As I am ending this series of columns on offering our deaths as a gift to others, I keep thinking of the word “chiaroscuro.” The word means a mixture of light and darkness. My experience is that when I reflect on a mystery, either a philosophical mystery or a religious mystery, my insight seems like a light penetrating the mystery that leads to some understanding of the mystery.
However, that understanding and insight are often accompanied by a darkness that prevents me from fully comprehending the mystery. I find that the deeper the mystery is, the greater the mixture of light and darkness. I am not certain if other people have this experience. To students in my philosophy classes at St. John’s University, I suggest that they reflect on their own experience of mysteries to see whether they experience a chiaroscuro. I confess that I have had the experience of chiaroscuro often while reading and rereading Ronald Rolheiser’s beautiful but challenging book “Insane for the Light: A Spirituality for Our Wisdom Years.”
In all my philosophy classes and in just about everything I have written, I stress that the essence of the human person is to be relational. We can decide how we will relate; we cannot decide whether we will relate. Because I think that the nature of a human person is to be relational, it is surprising that until I read Rolheiser, I never thought that our deaths, how we die, should be a gift to others.
Rolheiser writes the following:
“Our presence to one another physically in touch, sight, speech, is no doubt the deepest wonder in all of life, and sometimes the only thing we can appreciate as real. But wonderful as that is, it is always limited and fragile. It is limited because it depends upon being physically connected in some way, and it is fragile because separation (physical or emotional) can easily take someone away from us. With everyone we love (parents, spouses, children, friends, colleagues), we are always just one trip, one accident, or one heart attack from losing their physical presence. … We can easily lose one another. But there is a presence that cannot be taken away, that does not suffer from this fragility: the spirit that, because of the inner dictates of love and life, comes from our loved ones. A spirit returns, and it is deep and permanent and leaves a warm, joyous, and real presence that nobody can ever take from us” (p. 66).
I have struggled with the last few sentences of Rolheiser’s, struggling to understand them and to decide whether I agree with them. I think I understand them, and I do agree with them, but there is another section in Rolheiser’s book which I believe is a stronger affirmation of how the death of our loved ones can participate in a victory over the limitation and fragility of human relationships. It is the Catholic teaching about the communion of saints. That doctrine means more to me after reading Rolheiser’s book. Rolheiser writes the following;
“Our belief in the communion of saints gives us a second chance, and that is a much-needed consolation. No matter who we are, we’re always inadequate in our relationships. We can’t always be present to our loved ones as we should; we sometimes say things in anger and bitterness that leave deep scars; we betray trust in all kinds of ways, and mostly we lack the maturity and self-confidence to express the affirmation we should to our loved ones. None of us ever fully measures up. When Karl Rahner says that for everyone, ‘all symphonies remain unfinished’ in this life, he isn’t just meaning that none of us ever fully realizes our dream; he’s also referring to the fact that in our most important relationships, none of us ever fully measures up. … There are always things that should have been said and weren’t, and there are always things that shouldn’t have been said and were.
“But that is where our faith comes in” (pp. 144-145).
I have come to believe that anyone who dies in union with Christ is present wherever Christ is present. My mother, father, and sister are deceased, but every time I celebrate a Eucharist, I believe they are present. I don’t mean in my memory. I believe they are personally present.
Of course, we cannot picture or imagine this, but I think it is true. I also believe that we can communicate with one another. It is one of the results of Christ’s conquering of death. A bonus of the book is Rolheiser’s sketch of St. John of the Cross.
I must admit I knew little about St. John. Apparently, he was a genius in philosophy, theology, and especially in spirituality.
Father Lauder is a philosophy professor at St. John’s University, Jamaica. His new book, “The Cosmic Love Story: God and Us,” is available on Amazon.com and at Barnes & Noble.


Each line below containing the word "dcdcdc" needs to be shown.

*** Block opens ***

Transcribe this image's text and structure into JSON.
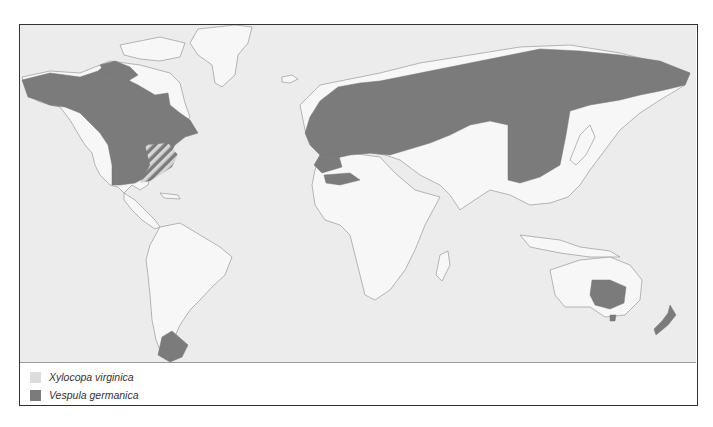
{
  "map": {
    "type": "species distribution map",
    "colors": {
      "ocean": "#ececec",
      "land": "#f7f7f7",
      "coastline": "#9a9a9a",
      "xylocopa_virginica": "#dcdcdc",
      "vespula_germanica": "#7b7b7b"
    },
    "regions": [
      {
        "name": "North America (Canada, USA)",
        "species": "Vespula germanica"
      },
      {
        "name": "Eastern USA",
        "species": "Xylocopa virginica + Vespula germanica (hatched overlap)"
      },
      {
        "name": "Europe and northern Asia",
        "species": "Vespula germanica"
      },
      {
        "name": "North Africa coast",
        "species": "Vespula germanica"
      },
      {
        "name": "Southern South America",
        "species": "Vespula germanica"
      },
      {
        "name": "Southeastern Australia and Tasmania",
        "species": "Vespula germanica"
      },
      {
        "name": "New Zealand",
        "species": "Vespula germanica"
      }
    ]
  },
  "legend": {
    "items": [
      {
        "label": "Xylocopa virginica",
        "color": "#dcdcdc"
      },
      {
        "label": "Vespula germanica",
        "color": "#7b7b7b"
      }
    ]
  }
}
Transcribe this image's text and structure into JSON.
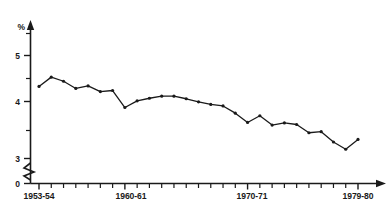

*** Block closes ***

Solution to this problem |
      "xylocopa_virginica": "#dcdcdc",
        "color": "#dcdcdc"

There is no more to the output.